The technical flaw manifests in the application's SSL certificate verification process where it accepts all certificates without proper validation of their authenticity, issuer, and trust chain. This weakness allows attackers to perform man-in-the-middle attacks by presenting maliciously crafted certificates that appear legitimate to the vulnerable application. The certificate validation process should typically involve checking certificate signatures, verifying the certificate chain against trusted root authorities, and ensuring certificate expiration dates are valid. However, in this case, the application bypasses these critical verification steps, leaving users exposed to potential data interception, modification, and theft. The vulnerability operates at the transport layer security level where secure communication between mobile applications and backend servers should be maintained through proper certificate validation.
The operational impact of this vulnerability extends beyond simple data exposure, as it enables attackers to not only eavesdrop on communications but also to actively modify data in transit.
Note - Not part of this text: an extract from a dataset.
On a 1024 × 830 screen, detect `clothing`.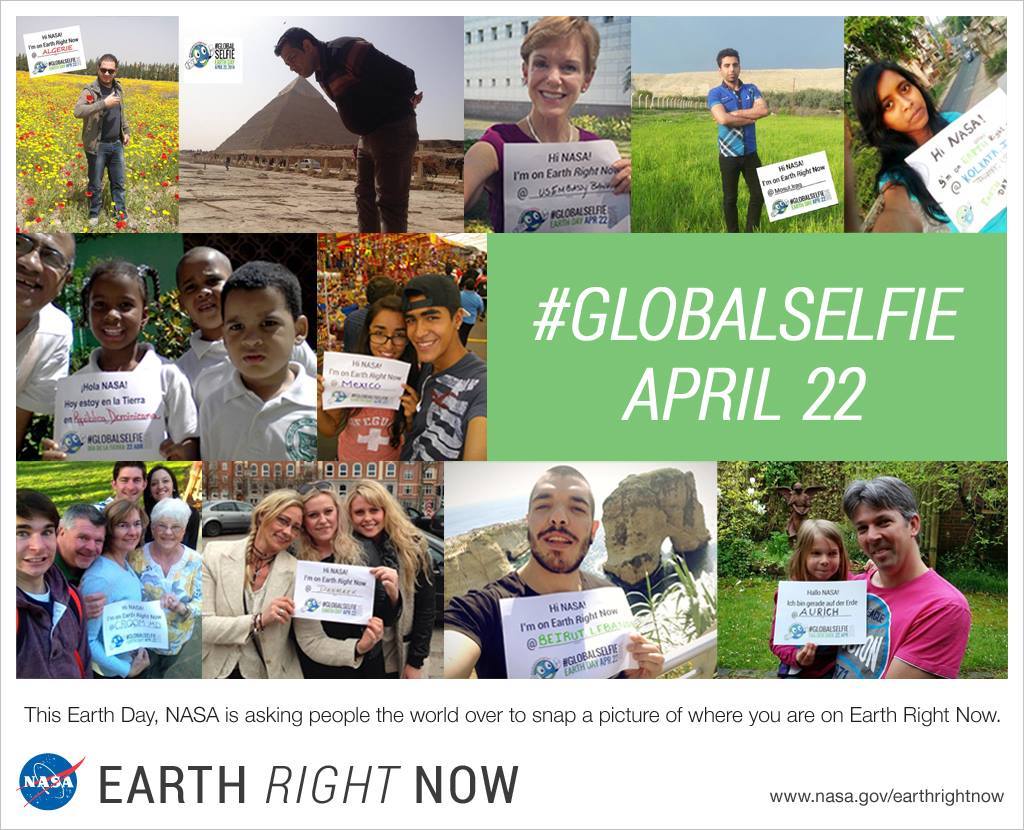
429 570 523 683.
This creates opportunities for credential theft, session hijacking, and the injection of malicious content into the application's communication channels. Users of the global beauty research application may unknowingly transmit sensitive information including personal data, login credentials, or other confidential information through insecure channels that are susceptible to manipulation. The vulnerability is particularly concerning in mobile environments where applications often handle sensitive user information and may be operating in untrusted network environments such as public wifi networks where man-in-the-middle attacks are more prevalent.
Mitigation strategies for CVE-2014-6018 should focus on implementing proper certificate validation mechanisms within the application's SSL/TLS implementation. This includes enforcing certificate chain validation, implementing certificate pinning where appropriate, and ensuring that the application validates certificate signatures against trusted certificate authorities. Security practitioners should also consider implementing certificate transparency checks and monitoring for certificate anomalies that may indicate potential attacks. The vulnerability aligns with CWE-295 which specifically addresses improper certificate validation in security protocols, and represents a significant concern from an ATT&CK framework perspective under the T1046 technique for network service scanning and T1566 for credential access through social engineering. Organizations should also implement network monitoring to detect suspicious certificate behavior and ensure that all mobile applications undergo comprehensive security testing including certificate validation testing before deployment. The fix requires complete reimplementation of the SSL/TLS certificate validation logic to ensure proper verification of certificate authenticity and trust chain integrity.